I particularly like the final comments from Iwasawa, the Japanese mathematician who came up with the conjecture which was necessary to prove the theorem.
It is rare to read a book that has the potential to change one’s entire worldview. This weekend I read Genetic Entropy & the Mystery of the Genome. The author is John Sanford, a professor of genetics at Cornell University, inventor of the gene gun, and holder of 25 patents. His essential thesis is that a blind evolutionary process could not have produced humans from single cell organisms. He gives a multitude of cogent arguments why this is so.
Moreover, he makes a very compelling case that, in fact, mutation and natural selection are actually degrading the genome to such an extent that humans will eventually go extinct. The simple reason is that each generation introduces at least 100 mutations which are both deleterious (degrade the genome) and near-neutral (unlikely to be removed by natural selection). The cost of natural selection would have to be extraordinarily high to remove such a large number of mutations from the gene pool. In addition, the rare beneficial mutations are also near-neutral and consequently impossible to select for.
A lot of this resonates with my experience with genetic algorithms where the vast majority of the population has to be wiped out at each generation to prevent non-useful mutations from multiplying.
What I find fascinating, though, is that everyone I have spoken to about this book immediately dismisses it because it “sounds like Creationism”. Perhaps secularism really has risen to the level of a religion: steeped in dogma and unwilling to confront facts.
I have long held the theory that every conversation, if pursued long enough, naturally and necessarily ends with a discussion about the existence of God and our purpose on earth. A few years ago a long lunch conversation reached this point, and an engineer concluded with the statement: “My God is a set of equations.” To which I replied, “What do those equations describe?”

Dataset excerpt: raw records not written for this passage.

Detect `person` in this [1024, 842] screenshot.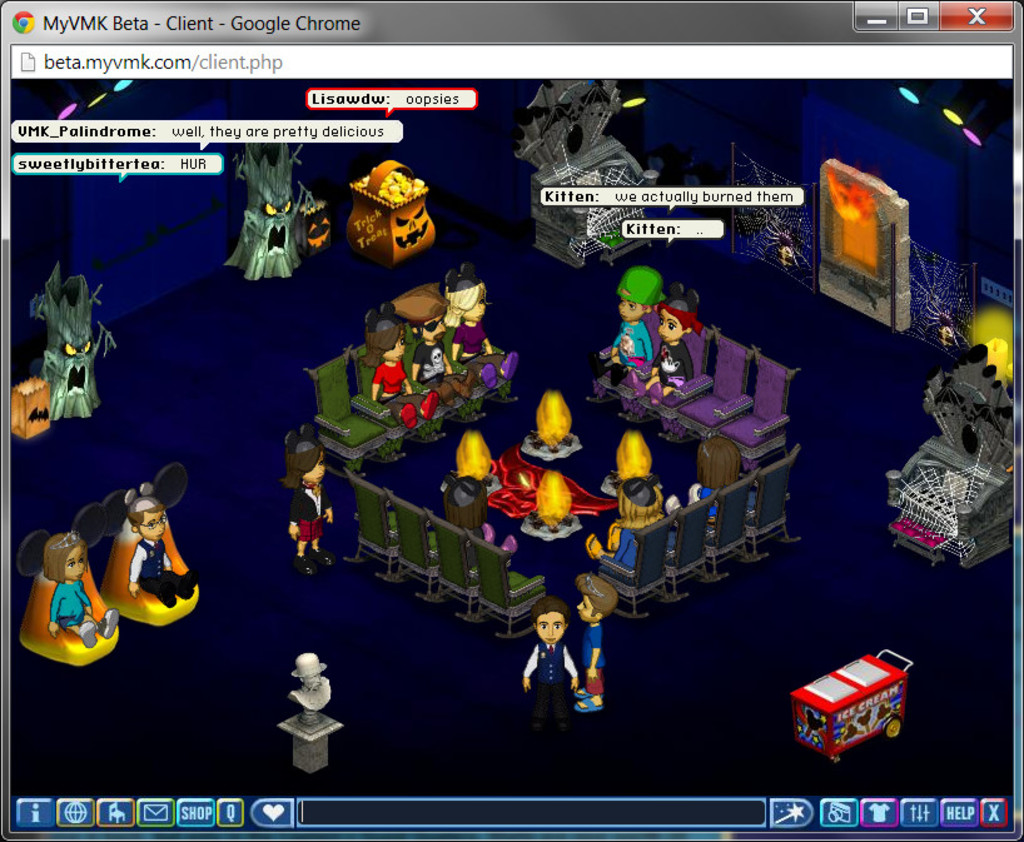
Detection: bbox(575, 568, 618, 718).
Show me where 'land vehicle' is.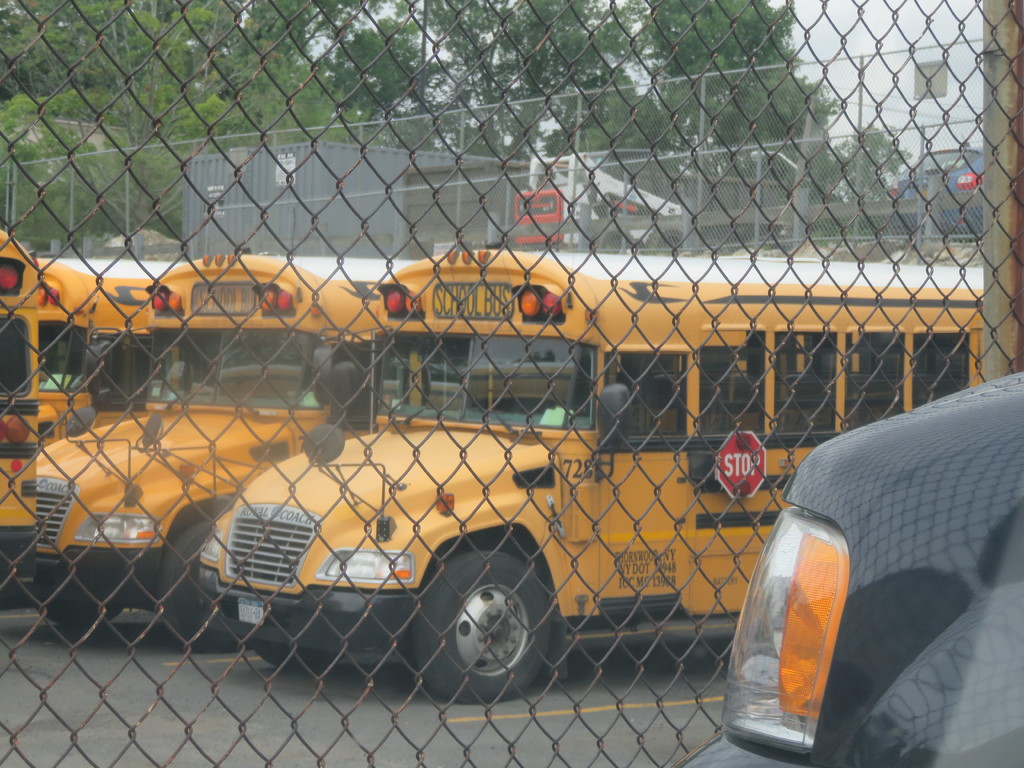
'land vehicle' is at 196,247,984,712.
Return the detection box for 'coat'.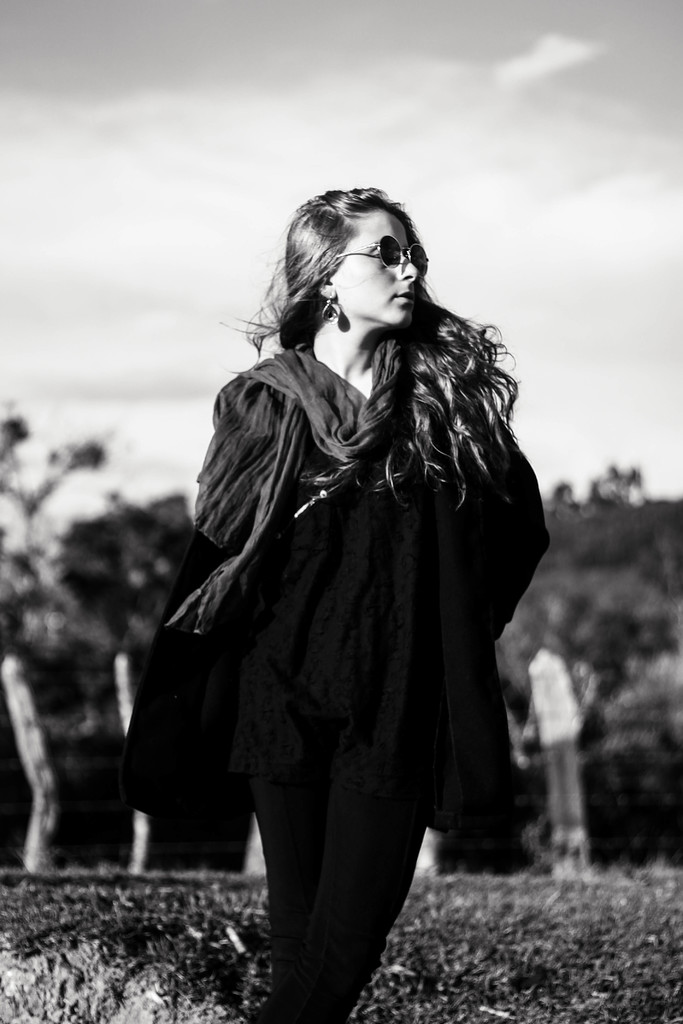
l=164, t=235, r=527, b=905.
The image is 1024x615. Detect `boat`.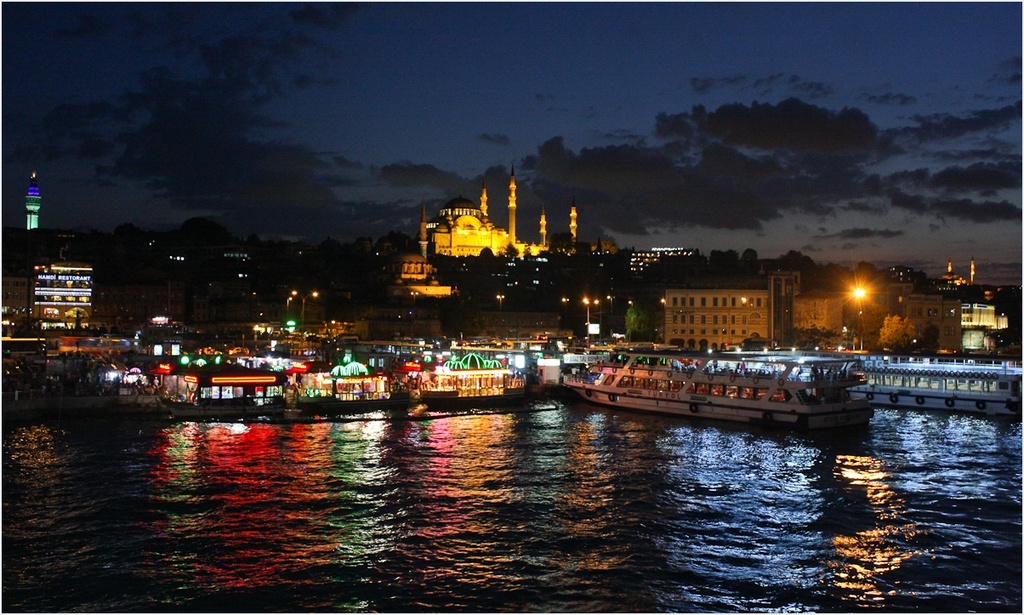
Detection: 299, 319, 419, 416.
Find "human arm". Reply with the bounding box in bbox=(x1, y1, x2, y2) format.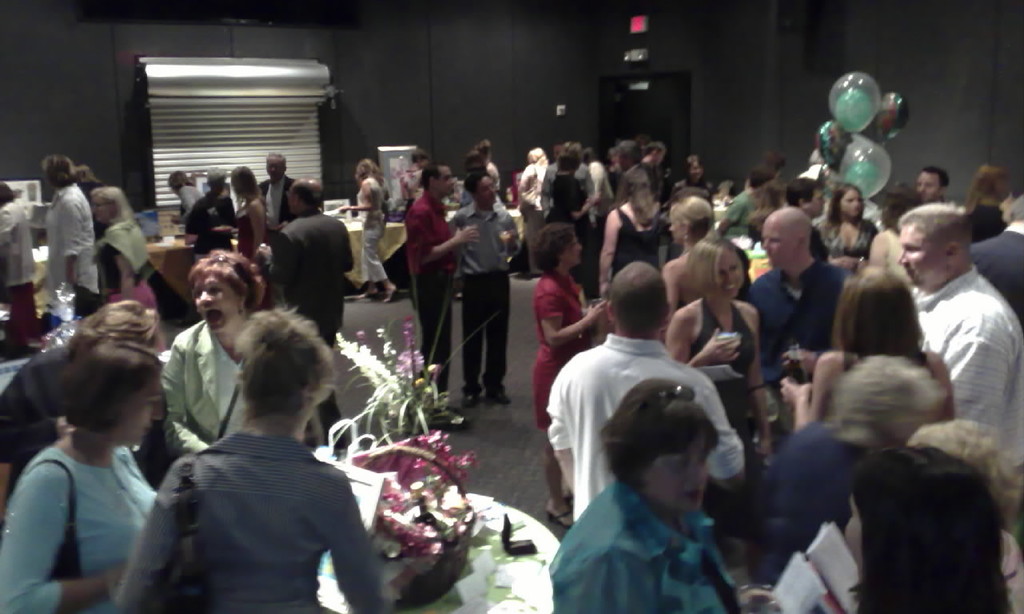
bbox=(217, 200, 240, 233).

These days it is fashionable among the intelligentsia to declare with newly-discovered transcendence that religion is a good enough thing (if done in moderation) and science is self-evidently worthwhile but we should never, ever confuse the two. The intersection of science and faith, rationalism and mystery, is best left to the final pages of an epilogue in a serious book on science, or to footnotes in a book on faith.

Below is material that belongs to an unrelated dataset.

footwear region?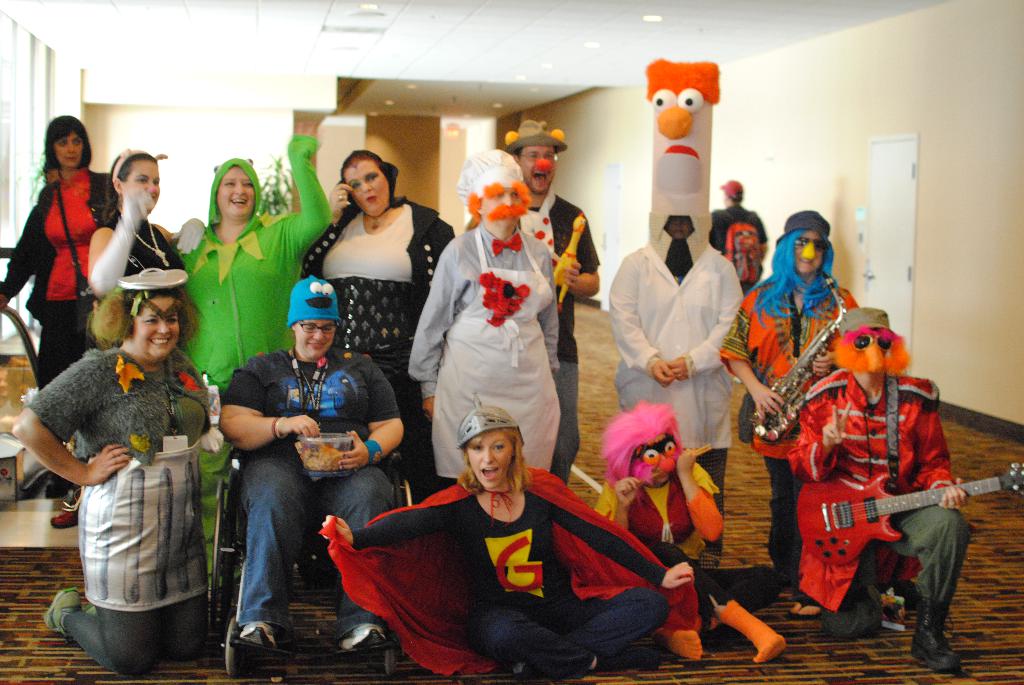
left=712, top=601, right=783, bottom=659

And yet equations are merely an abstraction of the physical world and the Christian faith claims to worship a Jesus who walked in history and a God who created the physical. Why then, have the last few decades produced an intellectual movement so devoted to a separation of faith and science?
In 1931 Godel published a paper which challenged the basic assumptions underlying mathematics and became a milestone in the history of logic and mathematics. I believe that the world is still coming to terms with the philosophical implications of Godel’s Theorem of Incompleteness. Others have better summarized his theorem but it proscribes the limits of axiomatic logic and shows that provability is a weaker notion than truth; in short, there is Truth that we can’t logically prove.
Nagel and Newman, in their classic book on the subject, Godel’s Proof, conclude with the comment:
Godel’s proof should not be construed as an invitation to despair or as an excuse for mystery-mongering.
That might be. But it does, I believe, suggest that if God is a set of equations, those equations lie in a realm of mathematics about which we haven’t even begun to dream.
A scientist, Rupert Sheldrake, is claiming that he has proof of telephone telepathy. Maybe I’ve read too many fantasy books lately but the idea of telepathy has always resonated with me.